[Collected data entries]
:::

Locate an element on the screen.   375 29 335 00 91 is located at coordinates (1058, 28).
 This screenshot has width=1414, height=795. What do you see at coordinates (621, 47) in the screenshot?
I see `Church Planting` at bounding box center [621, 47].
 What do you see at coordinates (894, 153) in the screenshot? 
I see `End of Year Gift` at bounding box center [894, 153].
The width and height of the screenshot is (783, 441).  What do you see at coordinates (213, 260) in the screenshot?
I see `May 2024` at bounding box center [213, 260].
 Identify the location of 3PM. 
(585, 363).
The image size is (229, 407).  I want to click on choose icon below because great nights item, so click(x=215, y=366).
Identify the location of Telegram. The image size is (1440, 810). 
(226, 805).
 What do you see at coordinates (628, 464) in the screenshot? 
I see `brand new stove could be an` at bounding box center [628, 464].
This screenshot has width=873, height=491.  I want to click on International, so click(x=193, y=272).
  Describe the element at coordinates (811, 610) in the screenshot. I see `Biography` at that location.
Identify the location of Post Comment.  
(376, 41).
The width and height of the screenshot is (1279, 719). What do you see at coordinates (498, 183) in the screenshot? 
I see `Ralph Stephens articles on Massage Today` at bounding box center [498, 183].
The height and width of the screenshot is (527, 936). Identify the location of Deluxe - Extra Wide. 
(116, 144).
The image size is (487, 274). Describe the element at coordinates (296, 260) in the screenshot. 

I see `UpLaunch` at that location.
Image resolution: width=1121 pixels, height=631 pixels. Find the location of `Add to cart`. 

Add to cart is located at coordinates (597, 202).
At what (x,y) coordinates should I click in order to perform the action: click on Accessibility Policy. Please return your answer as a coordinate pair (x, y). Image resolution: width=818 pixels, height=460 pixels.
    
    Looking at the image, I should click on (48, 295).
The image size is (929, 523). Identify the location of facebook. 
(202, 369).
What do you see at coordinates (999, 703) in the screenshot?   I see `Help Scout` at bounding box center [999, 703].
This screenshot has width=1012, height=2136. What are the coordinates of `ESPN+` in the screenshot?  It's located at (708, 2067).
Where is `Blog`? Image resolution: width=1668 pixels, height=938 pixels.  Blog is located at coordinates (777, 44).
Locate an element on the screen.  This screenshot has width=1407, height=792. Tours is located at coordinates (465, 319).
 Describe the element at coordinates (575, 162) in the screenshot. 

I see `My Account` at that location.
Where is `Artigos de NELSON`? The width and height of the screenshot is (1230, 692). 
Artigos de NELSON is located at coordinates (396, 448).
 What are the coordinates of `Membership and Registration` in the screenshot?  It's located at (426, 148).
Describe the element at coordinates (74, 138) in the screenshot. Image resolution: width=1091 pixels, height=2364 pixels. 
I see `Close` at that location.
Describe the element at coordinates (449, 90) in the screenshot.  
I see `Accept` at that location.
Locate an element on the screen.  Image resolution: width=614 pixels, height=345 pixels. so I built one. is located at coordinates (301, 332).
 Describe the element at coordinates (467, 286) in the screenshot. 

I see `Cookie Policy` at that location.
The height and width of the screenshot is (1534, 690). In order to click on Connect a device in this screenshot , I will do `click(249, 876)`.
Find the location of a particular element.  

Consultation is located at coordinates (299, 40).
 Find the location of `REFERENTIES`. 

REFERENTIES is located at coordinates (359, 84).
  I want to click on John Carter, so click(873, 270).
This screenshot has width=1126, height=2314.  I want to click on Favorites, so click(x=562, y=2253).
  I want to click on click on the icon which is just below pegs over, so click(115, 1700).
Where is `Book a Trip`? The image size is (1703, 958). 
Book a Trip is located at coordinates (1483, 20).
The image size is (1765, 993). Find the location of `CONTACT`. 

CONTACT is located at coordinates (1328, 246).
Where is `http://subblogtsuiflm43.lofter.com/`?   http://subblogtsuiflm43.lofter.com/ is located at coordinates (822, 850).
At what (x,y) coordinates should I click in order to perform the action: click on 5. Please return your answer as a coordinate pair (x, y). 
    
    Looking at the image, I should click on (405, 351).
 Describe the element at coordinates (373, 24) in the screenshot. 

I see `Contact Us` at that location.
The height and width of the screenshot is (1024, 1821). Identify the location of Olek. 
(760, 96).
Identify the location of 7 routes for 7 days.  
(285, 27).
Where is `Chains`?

:::

### Exercise objective
Retype all of the entries. Keep each one exactly as written.

### Exercise answer
Locate an element on the screen.   375 29 335 00 91 is located at coordinates (1058, 28).
 This screenshot has width=1414, height=795. What do you see at coordinates (621, 47) in the screenshot?
I see `Church Planting` at bounding box center [621, 47].
 What do you see at coordinates (894, 153) in the screenshot? 
I see `End of Year Gift` at bounding box center [894, 153].
The width and height of the screenshot is (783, 441).  What do you see at coordinates (213, 260) in the screenshot?
I see `May 2024` at bounding box center [213, 260].
 Identify the location of 3PM. 
(585, 363).
The image size is (229, 407).  I want to click on choose icon below because great nights item, so click(x=215, y=366).
Identify the location of Telegram. The image size is (1440, 810). 
(226, 805).
 What do you see at coordinates (628, 464) in the screenshot? 
I see `brand new stove could be an` at bounding box center [628, 464].
This screenshot has width=873, height=491.  I want to click on International, so click(x=193, y=272).
  Describe the element at coordinates (811, 610) in the screenshot. I see `Biography` at that location.
Identify the location of Post Comment.  
(376, 41).
The width and height of the screenshot is (1279, 719). What do you see at coordinates (498, 183) in the screenshot? 
I see `Ralph Stephens articles on Massage Today` at bounding box center [498, 183].
The height and width of the screenshot is (527, 936). Identify the location of Deluxe - Extra Wide. 
(116, 144).
The image size is (487, 274). Describe the element at coordinates (296, 260) in the screenshot. 

I see `UpLaunch` at that location.
Image resolution: width=1121 pixels, height=631 pixels. Find the location of `Add to cart`. 

Add to cart is located at coordinates (597, 202).
At what (x,y) coordinates should I click in order to perform the action: click on Accessibility Policy. Please return your answer as a coordinate pair (x, y). Image resolution: width=818 pixels, height=460 pixels.
    
    Looking at the image, I should click on (48, 295).
The image size is (929, 523). Identify the location of facebook. 
(202, 369).
What do you see at coordinates (999, 703) in the screenshot?   I see `Help Scout` at bounding box center [999, 703].
This screenshot has width=1012, height=2136. What are the coordinates of `ESPN+` in the screenshot?  It's located at (708, 2067).
Where is `Blog`? Image resolution: width=1668 pixels, height=938 pixels.  Blog is located at coordinates (777, 44).
Locate an element on the screen.  This screenshot has width=1407, height=792. Tours is located at coordinates (465, 319).
 Describe the element at coordinates (575, 162) in the screenshot. 

I see `My Account` at that location.
Where is `Artigos de NELSON`? The width and height of the screenshot is (1230, 692). 
Artigos de NELSON is located at coordinates (396, 448).
 What are the coordinates of `Membership and Registration` in the screenshot?  It's located at (426, 148).
Describe the element at coordinates (74, 138) in the screenshot. Image resolution: width=1091 pixels, height=2364 pixels. 
I see `Close` at that location.
Describe the element at coordinates (449, 90) in the screenshot.  
I see `Accept` at that location.
Locate an element on the screen.  Image resolution: width=614 pixels, height=345 pixels. so I built one. is located at coordinates (301, 332).
 Describe the element at coordinates (467, 286) in the screenshot. 

I see `Cookie Policy` at that location.
The height and width of the screenshot is (1534, 690). In order to click on Connect a device in this screenshot , I will do `click(249, 876)`.
Find the location of a particular element.  

Consultation is located at coordinates (299, 40).
 Find the location of `REFERENTIES`. 

REFERENTIES is located at coordinates (359, 84).
  I want to click on John Carter, so click(873, 270).
This screenshot has width=1126, height=2314.  I want to click on Favorites, so click(x=562, y=2253).
  I want to click on click on the icon which is just below pegs over, so click(115, 1700).
Where is `Book a Trip`? The image size is (1703, 958). 
Book a Trip is located at coordinates (1483, 20).
The image size is (1765, 993). Find the location of `CONTACT`. 

CONTACT is located at coordinates (1328, 246).
Where is `http://subblogtsuiflm43.lofter.com/`?   http://subblogtsuiflm43.lofter.com/ is located at coordinates (822, 850).
At what (x,y) coordinates should I click in order to perform the action: click on 5. Please return your answer as a coordinate pair (x, y). 
    
    Looking at the image, I should click on (405, 351).
 Describe the element at coordinates (373, 24) in the screenshot. 

I see `Contact Us` at that location.
The height and width of the screenshot is (1024, 1821). Identify the location of Olek. 
(760, 96).
Identify the location of 7 routes for 7 days.  
(285, 27).
Where is `Chains`?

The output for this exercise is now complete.